Afrasiabi went on for years more to trade on his prominent writings and television appearances for access to American decision-makers.
All That is Left Hanging
After his arrest, Afrasiabi told the Algemeiner news site that Iran’s UN mission did pay him for years, but that “it never occurred to me that I was doing anything illegal. My conscience is clear, and if the US government had an iota of sense of appreciation, they would thank me for all my tireless activities for the cause of détente, non-proliferation, human rights, inter-religious dialogue and understanding.”
Afrasiabi has yet to address any of the government’s specific investigative findings. But news organizations caught up in this operation have all gone just as mum. Explanations and discussions are warranted about what news organizations knew or suspected about Afrasiabi, and how they will vet all future guest commentators with track records of tireless support for American adversaries. This discussion need not wait for criminal judicial processes to play out.
News organizations should vet guest commentators with track records of tireless support for U.S. adversaries.
Maybe editors at the New York Times and elsewhere merely got duped for years and years. None, after all, were in position to demand Afrasiabi’s personal bank records showing his relationship with Iran.

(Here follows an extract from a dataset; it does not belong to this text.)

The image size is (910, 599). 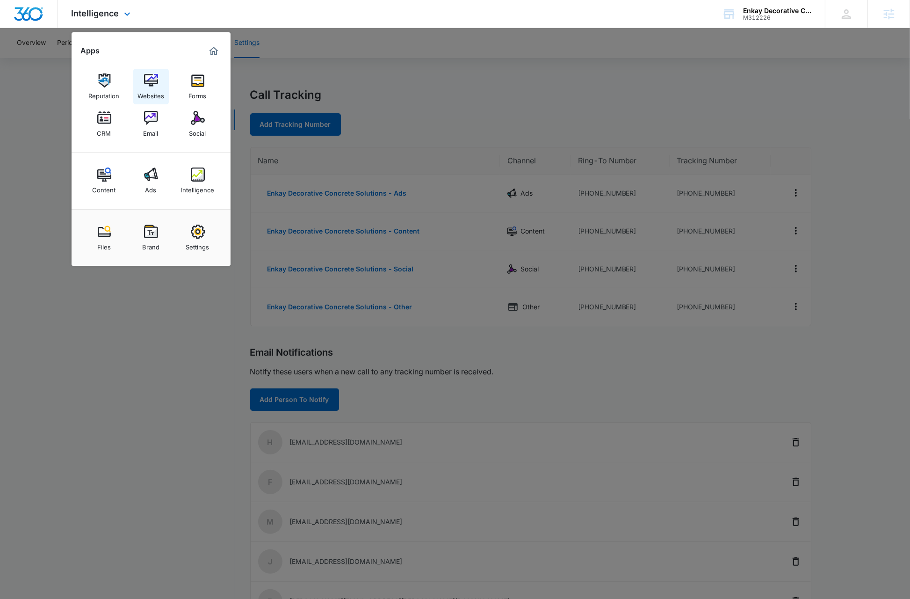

Still, newspapers and academic journals who enabled the Iranian operation are not volunteering whether they ever wondered why a writer whose consistent pattern of support for Iran always seemed to fall in line with official Iranian positions.
The U.S. intelligence community also is on the hook here for an eventual explanation as to how long agencies were aware of Afrasiabi and what they may also know about the media outlet involvement. Did they miss the operation for years, too?
No one and no entity involved in the Afrasiabi affair deserves a pass on explaining it to the American public.
Todd Bensman is a fellow at the Middle East Forum and a senior national security fellow for the Center for Immigration Studies. He previously led counterterrorism-related intelligence efforts for the Texas Intelligence and Counterterrorism Division.